Bulletin KNOB (Dec 2010)

Een schouwburgprijsvraag uit 1837. Het bekroonde ontwerp van Robertus van Zoelen in de bouwkundige klasse van de Koninklijke Academie van Beeldende Kunsten te Amsterdam

  • Thomas H. von der Dunk

DOI
https://doi.org/10.7480/knob.109.2010.6.125

Abstract

Read online

In the first half of the 19th century no theoretical education for architects existed in the Netherlands, but since 1817 there was a Royal Academy of Fine Arts in Amsterdam where, among other subjects, architecture was taught. In 1837 the academy held a special competition for a city theatre, which was won by the Amsterdam carpenter’s son Robertus van Zoelen (1812-1869). On the basis of a prescribed programme the competitors had to make a sketch first, and subsequently they were given one month’s time to design more accurate construction drawings.

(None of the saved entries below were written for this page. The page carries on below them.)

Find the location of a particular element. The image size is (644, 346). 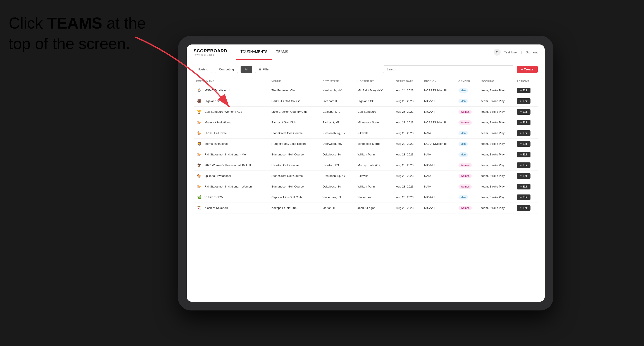

event-name-text: Highland 36 is located at coordinates (212, 101). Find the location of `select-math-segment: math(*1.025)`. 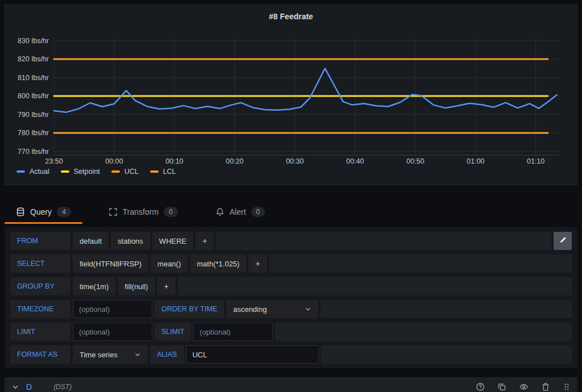

select-math-segment: math(*1.025) is located at coordinates (218, 264).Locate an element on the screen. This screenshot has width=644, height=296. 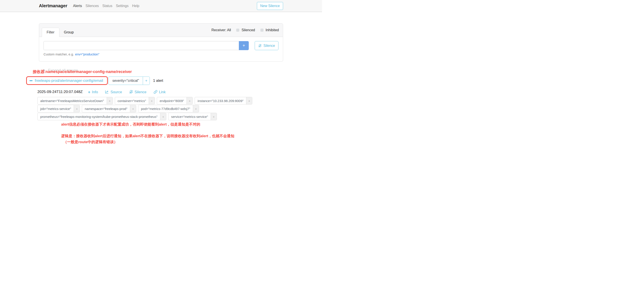
matcher-hint: Custom matcher, e.g.env="production" is located at coordinates (161, 54). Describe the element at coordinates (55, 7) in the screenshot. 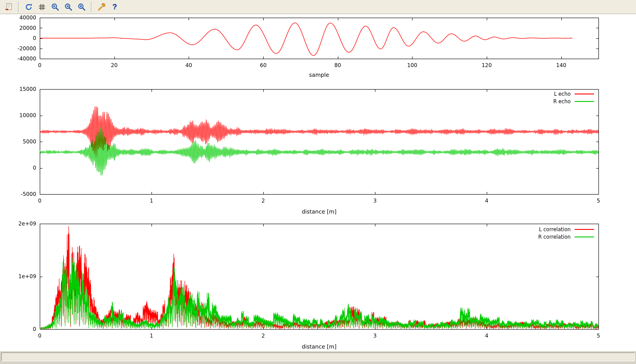

I see `zoom-previous-icon` at that location.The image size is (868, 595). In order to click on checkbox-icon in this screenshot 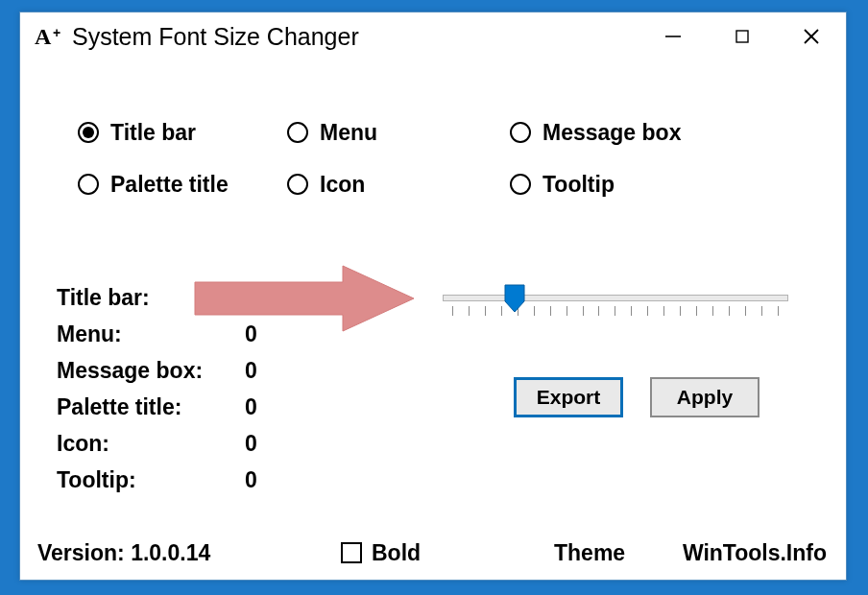, I will do `click(351, 553)`.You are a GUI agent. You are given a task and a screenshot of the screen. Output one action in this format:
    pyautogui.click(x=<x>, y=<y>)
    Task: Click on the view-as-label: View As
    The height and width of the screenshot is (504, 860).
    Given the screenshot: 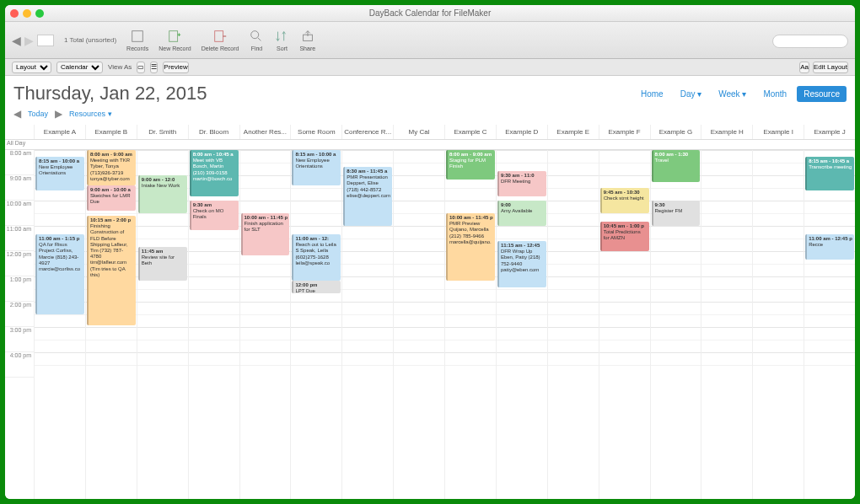 What is the action you would take?
    pyautogui.click(x=120, y=67)
    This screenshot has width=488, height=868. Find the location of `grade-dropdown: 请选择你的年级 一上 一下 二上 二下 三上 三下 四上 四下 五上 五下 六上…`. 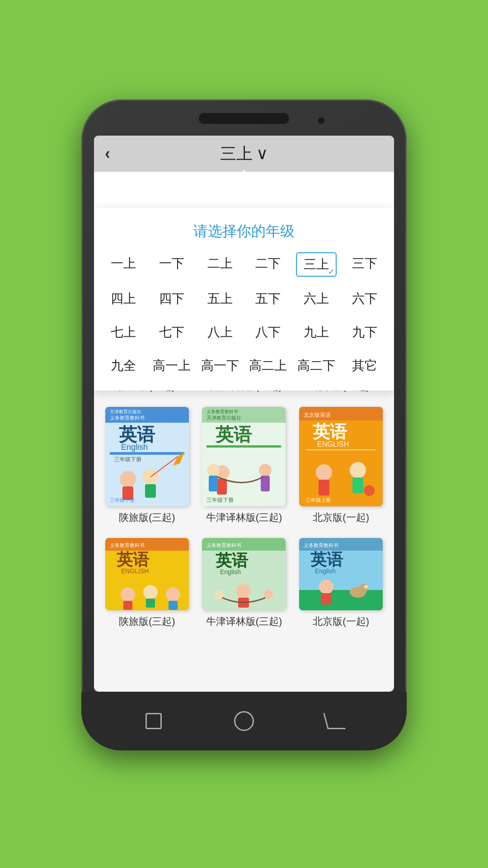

In this article earlier and later competitions are dealt with, the architectonic design and the layout of these theatres, which could accommodate approximately 1500 visitors. Van Zoelen’s creation was uncommonly monumental for Dutch standards and was hardly comparable to the wooden theatre of city architect Jacob Eduard de Witte situated on Leidseplein in Amsterdam at that time. The author discusses other theatres in the Netherlands and Europe. Since around 1750 good acoustics and visibility for all the visitors were aimed at, the form of the stage in connection with this, as well as the external recognizability of the theatre by means of an entrance under a column portico. There were advanced designs in several European cities and Van Zoelen had heard of them, but no more than that. It is likely that he never crossed the national borders and derived his knowledge from books and colleagues, such as the managing director of the Amsterdam academy Martinus Gerardus Tétar van Elven. Just as at the French academy of architecture, which served as an example for the Dutch academy in many respects, the competitions were highly academic and theoretical in character.